Minas Gerais, the state I am living in, is on fire. Black clouds of smoke scarring nature mark zones of human stupidity. Because frankly, that is mostly what it is.
Many mornings whilst having my watermelon and home-made yoghurt comprising hippy breakfast on an outside table in the morning sun, small grains of perfectly black ash sink down upon me. Where do they come from? I look around, I see nothing. It could be carried by the wind from fires more than hundred kilometres away. However, there has been no day so far that I did not see a single fire from frightfully close by.
Minas Gerais is situated behind a vast mountain range seperating the coastel area of Bahia and Rio de Janeiro from the inland state. Rainclouds coming from the ocean get stuck behind this mountains, meaning that winters are dry, dry and dry. In my three months here, I have only seen it raining ones. And as there are no laws prohibiting people of burning their waste and equally no laws prohibiting people from being stupid, fires are abundant.
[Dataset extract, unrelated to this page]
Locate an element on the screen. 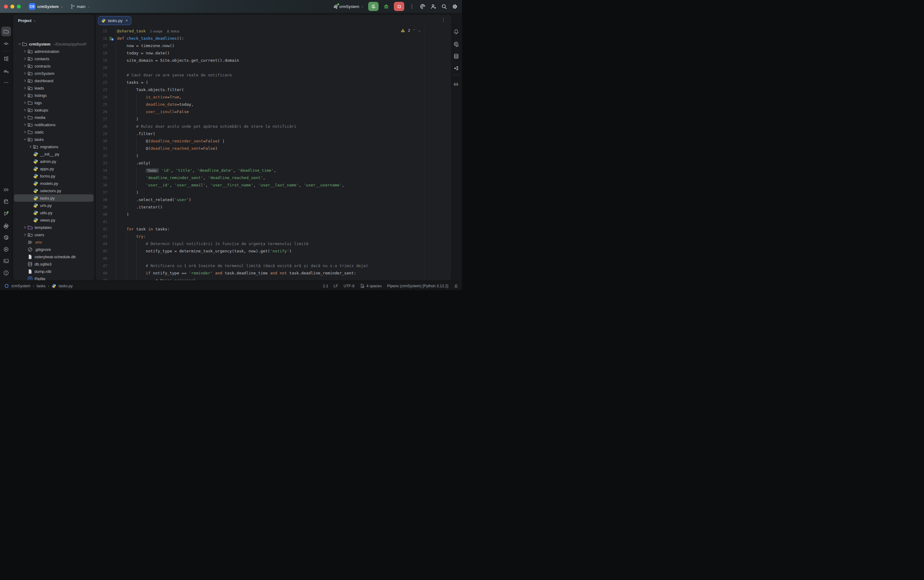  breadcrumb-item: tasks is located at coordinates (41, 286).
It was only the other night, that after a party, in a forest on a hill that shapes our view, a small fire was started. I completely understand why they did it. I mean there is nothing funnier than, after a cachaça drenched, Shakaria filled night, setting your own house on fire! Not much later the entire slope was covered deep orange, making a light so bright it faded stars and illuminated my bedroom. The sound was frightening, sounding like a train of firework explosions. It did not last long until the fire brigade arrived (actually I took quite very much very long) and the fire was completely (actually not at all) put out.
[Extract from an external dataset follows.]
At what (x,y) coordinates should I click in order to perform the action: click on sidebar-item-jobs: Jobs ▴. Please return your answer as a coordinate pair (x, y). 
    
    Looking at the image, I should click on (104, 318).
The threat of apocalyptic fires is ever present, but it doesn’t seem to worry a single Brazilian. Fires are made, regretted and put out (or not) every day and night. And it is hard to say if the reason is ignorance or the indifference that characterizes the Brazilian people.
Whilst clearing a garden of my father-in-law with his gardener, something needed to be done with the sheer amount of dead leaves we collected. Setting fire to it, was the answer the gardener had in mind. “It will be very dangerous making a fire here,” he said, however, “because these trees are too close.” He pointed at them. They were cork dry. Accidentally setting fire to them could easily mean that it would spread far beyond our control. But before I wanted to tell him, in a Portuguese he reluctantly understands to move the pile, the fire was already made. Nothing happened. But it is this attitude, I believe, that causes it all.
But I am still alive. Tanned, but not scorched. (Red actually. Like all gringos).